The boys came into the kitchen, claiming his attention and ending any chance for a grown-up conversation. But over their heads, he said to her, "After dinner, we have to talk. There's something you need to know, and I want you to hear it from me."
Carl was never without a fallback position. Only a fool would leave himself with just one option, and he hadn't escaped capture this long by being a fool. He'd taken extraordinary measures to keep the cabin from being detected, but if anyone got wise to it, he had the Airstream. It was his personal escape hatch, kept secret from Flora and even from Jeremy. He could retreat to it should the situation ever go to shit.
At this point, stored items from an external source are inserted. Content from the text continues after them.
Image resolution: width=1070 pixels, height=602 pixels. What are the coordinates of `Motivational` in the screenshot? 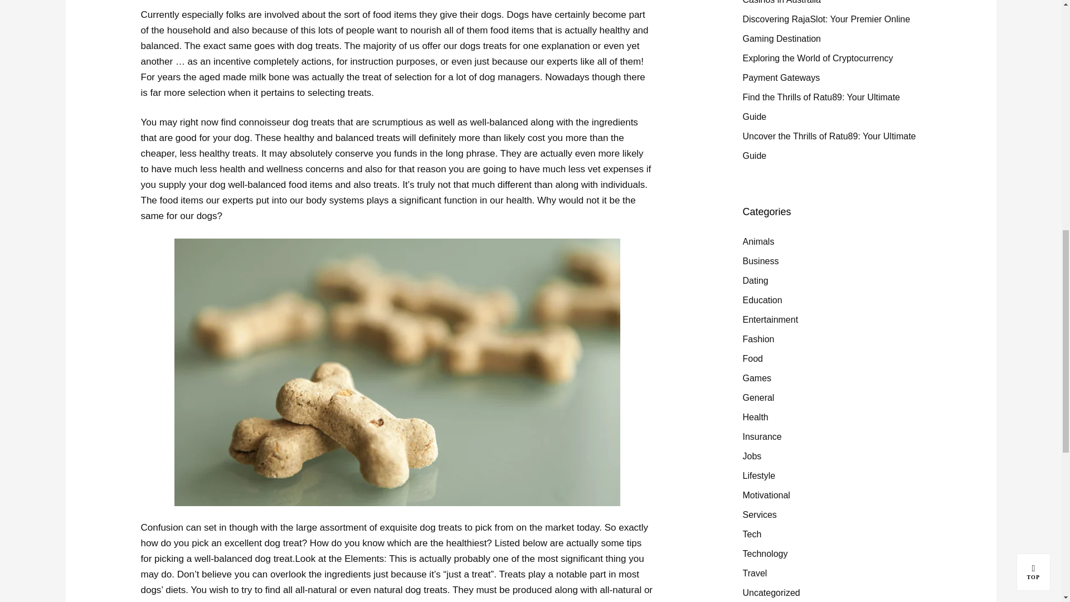 It's located at (766, 495).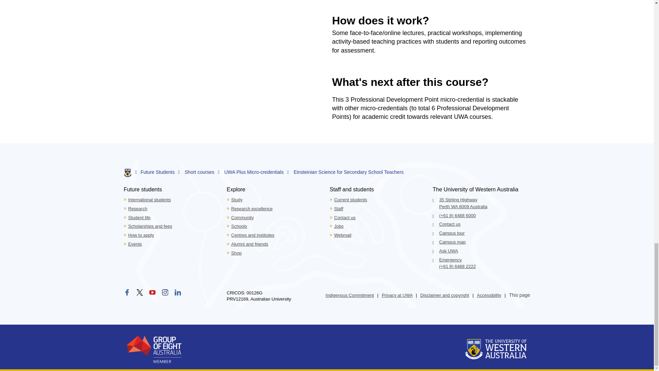 The height and width of the screenshot is (371, 659). I want to click on youtube, so click(152, 292).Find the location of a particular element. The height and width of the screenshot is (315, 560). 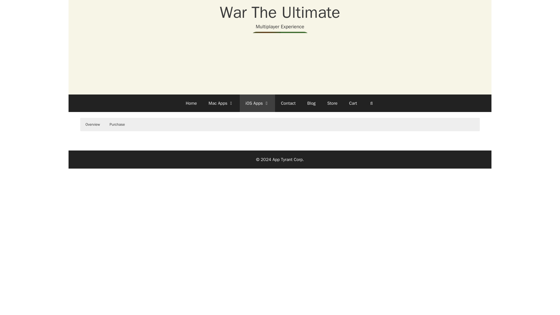

Mac Apps is located at coordinates (221, 103). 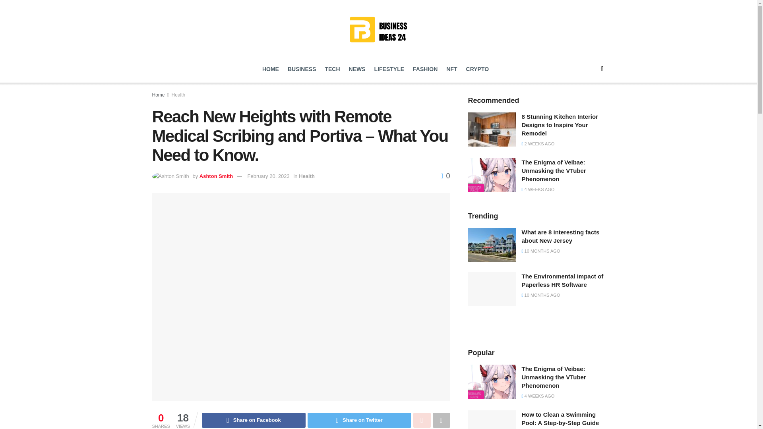 What do you see at coordinates (302, 69) in the screenshot?
I see `BUSINESS` at bounding box center [302, 69].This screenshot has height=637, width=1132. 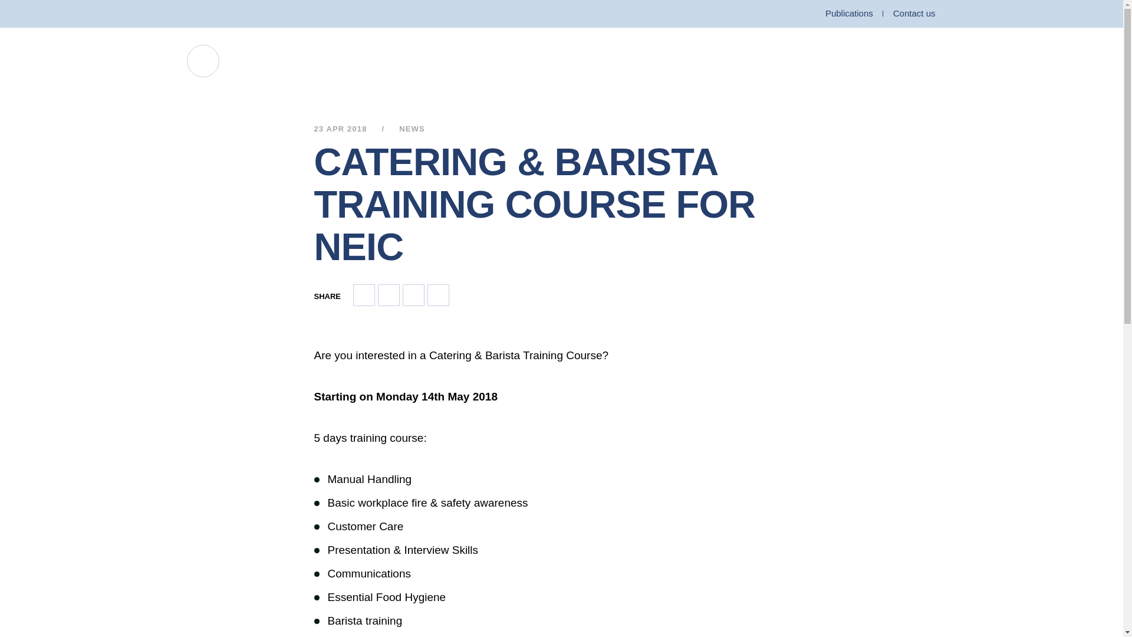 I want to click on Facebook, so click(x=213, y=14).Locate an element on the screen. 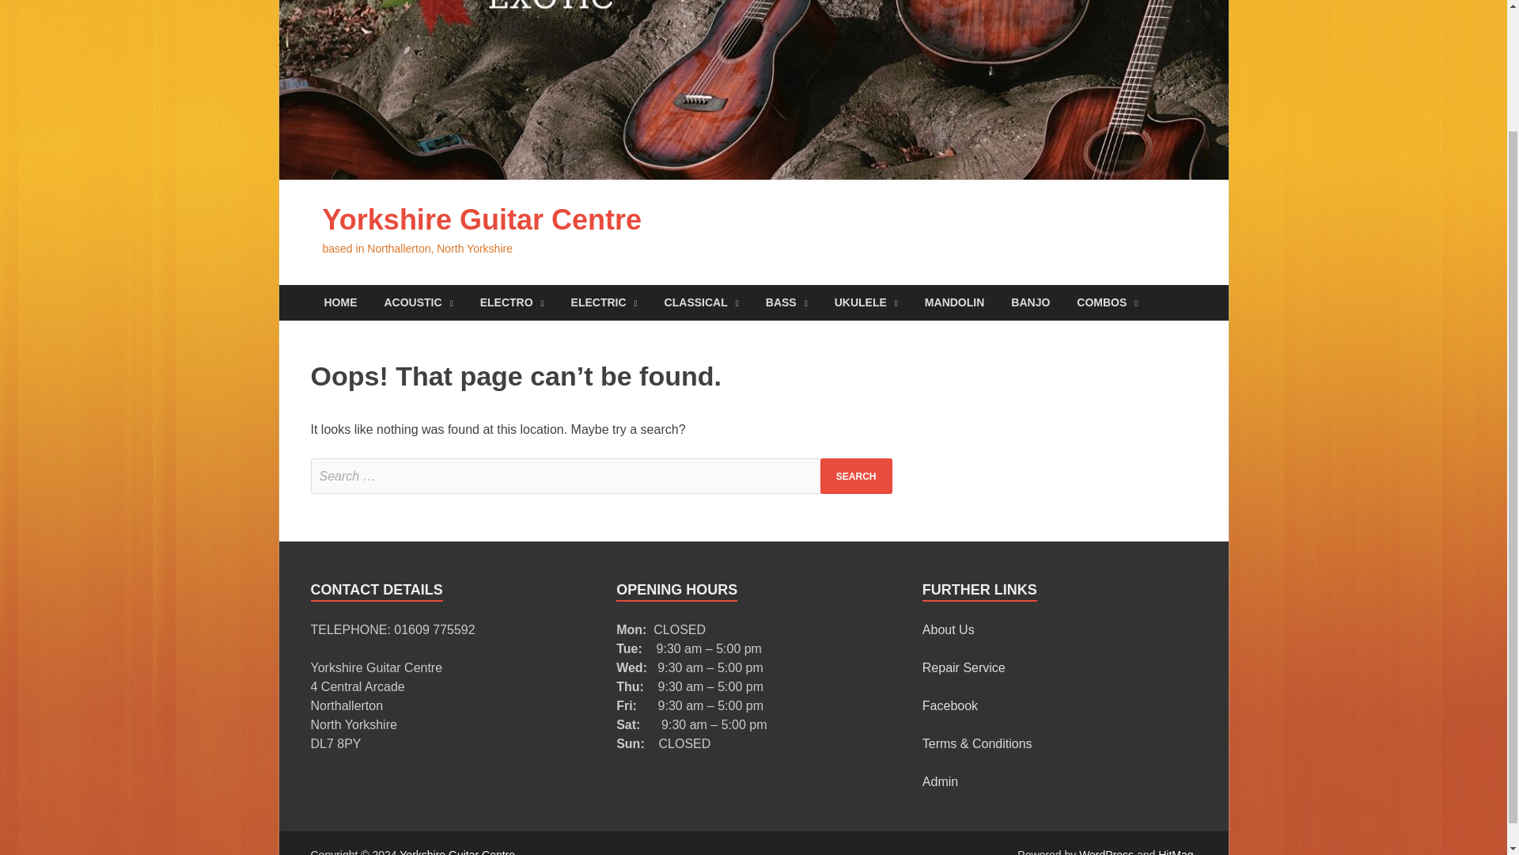  Search is located at coordinates (856, 476).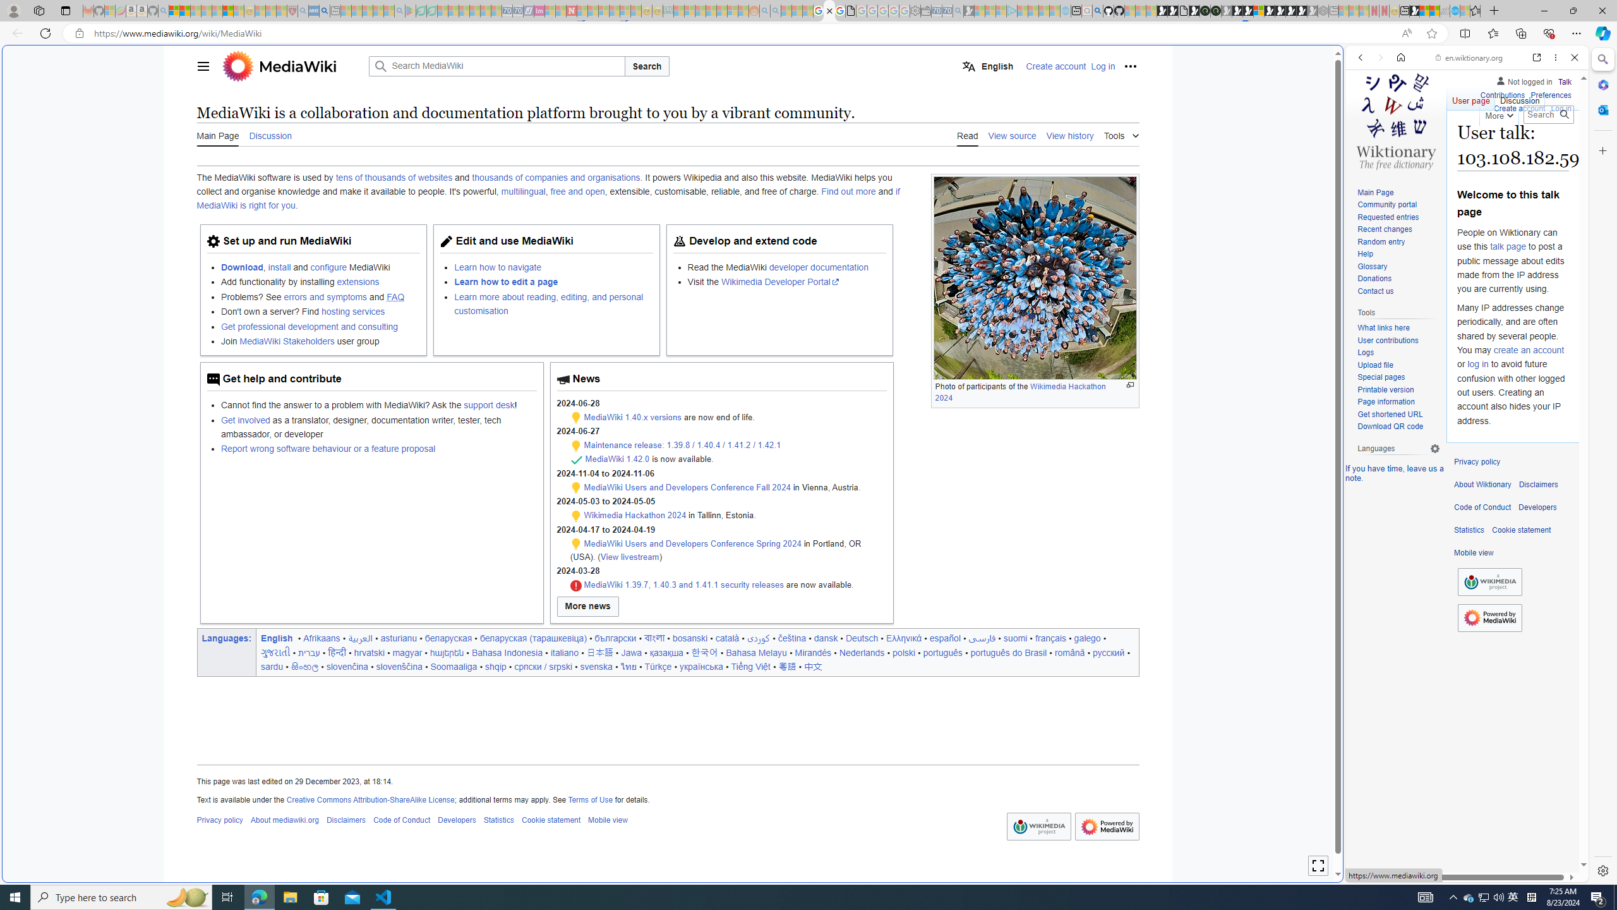  What do you see at coordinates (786, 282) in the screenshot?
I see `Visit the Wikimedia Developer Portal` at bounding box center [786, 282]. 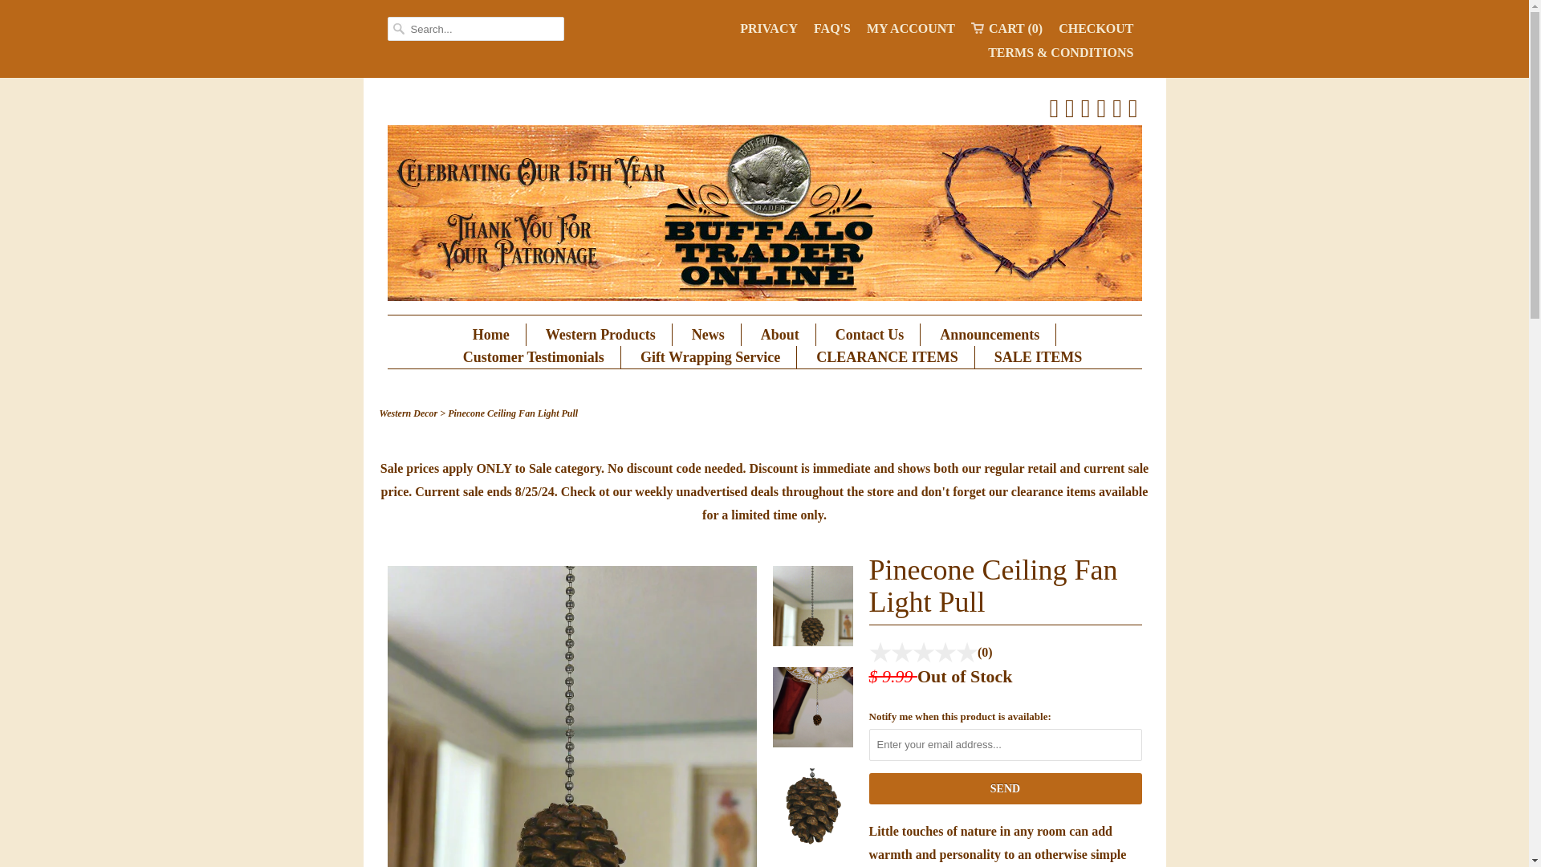 I want to click on Checkout, so click(x=1095, y=28).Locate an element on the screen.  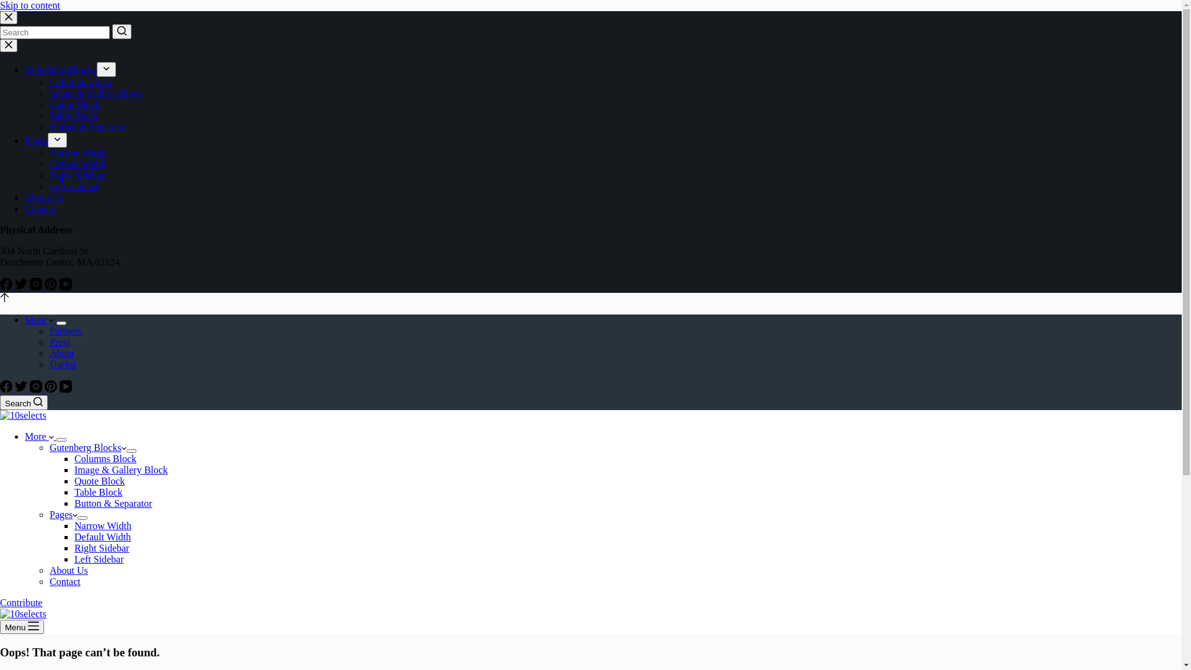
More is located at coordinates (41, 320).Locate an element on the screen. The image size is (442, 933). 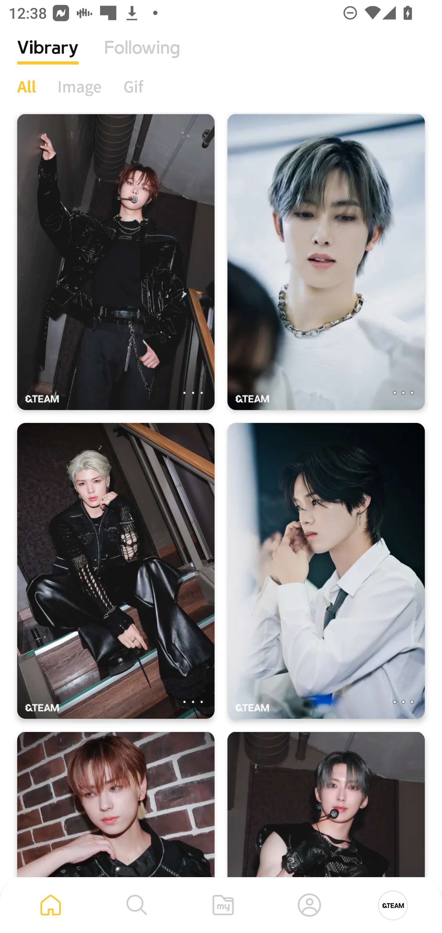
All is located at coordinates (26, 86).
Which is exactly what had happened.
He'd taken one look at Jeremy's bullet wound and had known immediately that his son wasn't going to make it. It might have been a slow, internal leak, but without surgical repair, he would have eventually been drained dry.
There was no sense in crying over it. It was what it was, and Jeremy knew that as well as he did.
"This place was great so long as nobody was looking for us," Carl had told him. "But now, the heat's on. They're gonna be combing the countryside for us. I've got to get out of here. You know that, don't you?"
Of course Jeremy had recognized the necessity of his retreat. If the head of the snake was chopped off, the snake died. Carl couldn't be captured or killed. If he was, everything he'd stood for, everything he'd done, would have been for naught.
Jeremy didn't argue with his decision or plead with him to stay. He didn't ask to be taken to a hospital where his life might have been saved. No, Jeremy had accepted his fate like a true crusader.
Carl could have done without seeing the tears in his eyes when he'd handed him the revolver loaded with only one bullet. Jeremy had inherited that sentimental streak from his mother. It manifested itself at the worst times, when it was damned inconvenient or impossible to deal with.
Like at Golden Branch. He'd thought Flora would never stop bawling, even after they were safely away. Like that time when he'd cut short their Canadian vacation. Both she and Jeremy had cried then. The last time Jeremy had visited the cabin before she died, the two of them got weepy.